The circular fashion economy is sparking into life, and it’s wonderful to see CFS+ driving momentum with its
informative and ambitious programme of speakers this October. Industrial scale recycling, sustainable fabrics, digital product IDs, responsible dyeing – it’s clear the industry is rethinking the meaning and value of apparel, and presenting practical solutions for a greener future.
Perhaps most importantly, brands, manufacturers and consumers are recognising how products must be valued based on their entire lifecycle, from the materials used, to their full recyclability. As the CFS+ agenda reflects, a big focus will be adopting the latest technology to limit waste, and smoothly extend the life of clothing and footwear for the good of the planet.
At Avery Dennison, fashion circularity excites us greatly, because we’re confident our innovations can play a pivotal part in completing the loop. Our technologies offer the digital triggers, data management and applications to enable a level of supply chain visibility never seen before. Tracing raw materials and inventory allows businesses to create more efficient production decisions and track any unavoidable waste so that it can be embedded back in the system – fostering a truly circular economy.
Investment in textile recycling plants is happening, but we need integrated data to support the journey to circularity. Today, sorters have to manually separate materials into hundreds of categories or use infrared technologies to make assumptions on garments compositions. Putting a digital trigger such as an RFID label or QR code on a garment to hold standardised data, allows reverse logistic partners to automate the sorting
process.
Another big challenge we’re helping the industry overcome is inspiring consumers to play their part in prolonging a garment’s lifecycle. With innovations such as care labels with QR codes for digital identification, it’s possible to increase the percentage of items that are actually converted back into a new garment, which today is less than 1%.

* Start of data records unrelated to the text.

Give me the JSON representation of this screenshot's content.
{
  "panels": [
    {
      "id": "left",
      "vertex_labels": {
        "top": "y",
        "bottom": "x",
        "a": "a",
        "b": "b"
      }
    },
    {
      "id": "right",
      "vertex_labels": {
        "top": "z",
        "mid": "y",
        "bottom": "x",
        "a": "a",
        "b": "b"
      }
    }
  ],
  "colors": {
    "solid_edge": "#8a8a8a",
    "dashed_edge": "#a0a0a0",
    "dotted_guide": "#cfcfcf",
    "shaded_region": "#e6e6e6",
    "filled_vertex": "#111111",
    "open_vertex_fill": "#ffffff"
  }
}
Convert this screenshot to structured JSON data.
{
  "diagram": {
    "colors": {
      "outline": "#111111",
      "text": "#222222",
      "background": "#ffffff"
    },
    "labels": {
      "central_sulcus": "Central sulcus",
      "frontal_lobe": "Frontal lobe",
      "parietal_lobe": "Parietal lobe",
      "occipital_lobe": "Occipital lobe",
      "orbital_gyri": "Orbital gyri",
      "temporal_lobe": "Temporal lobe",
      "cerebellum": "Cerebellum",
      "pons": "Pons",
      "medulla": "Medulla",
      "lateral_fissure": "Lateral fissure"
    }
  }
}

As Sarah Swenson, Global Senior Sustainability Manager, Avery Dennison puts it: “By adopting a digital trigger on the garment linked to its digital identity, you can guide each of the relevant stakeholders in the garment’s life towards environmental decision-making, increasing the likelihood of the garment having a second life.”
Avery Denison recently launched a pilot project with LA-based recycler Ambercycle, which creates virgin quality yarn from old polyester clothes. The partnership is the first in a series of innovation-based collaborations, and involves Avery Dennison’s Digital Care Labels being attached to Ambercycle’s garments – in this case, a range of recycled T-shirts. Each label has a QR code that links to an app offering a digital ‘post purchase experience’ run by Avery Dennison’s atma.io connected product cloud. This Digital Care Label details how that specific garment was produced and how it should be looked after, and recycled. The project’s ambition is that 100% of the clothes made get recycled into new garments at the end of their life.
Meanwhile, fashion designers are addressing waste in the design process, particularly in the area of oversampling, which has been a serious problem in the industry. Designers can undergo excessive rounds of physical sampling, resulting in textile waste, unnecessary carbon emissions and lost time. For this reason, many are seeking digital solutions as an alternative.
In July this year, Avery Dennison and pioneering 3D fashion solution Browzwear joined forces to address the need for virtual design solutions at the labelling stage. The collaboration allows designers to choose from a library of Avery Dennison’s materials and fabrics to provide accurate visuals of its label solutions, believed to be an industry first. Designers can develop, preview and test label prototypes on garments through dynamic visualisations, produced in the Browzwear platform – a far greener way to manage the process.
The partnership highlights a shared vision of fashion driven by demand, not surplus, that the world’s most innovative brands are looking to unlock.
As our work and the CFS+ agenda confirms, collaborations across the industry are fostering change. Designers and brands need to team with manufacturers, textile suppliers, recyclers and tech specialists to keep the journey towards fashion circularity on track. “Our hope is that, as supply chain partners build new commercialised systems, the circular recycling process will become competitive with the linear consumption system, especially as risks to raw materials occur ever more frequently in supply chains these days,” notes Sarah Swenson.
With compliance and ESG pressures ramping up, we need serious levels of transparency and practical processes in place to truly deliver on our climate action pledges. If brands can access data and have an oversight into what happens post-sale, the ‘golden thread’ of apparel product information is never broken, and amazing things can be achieved.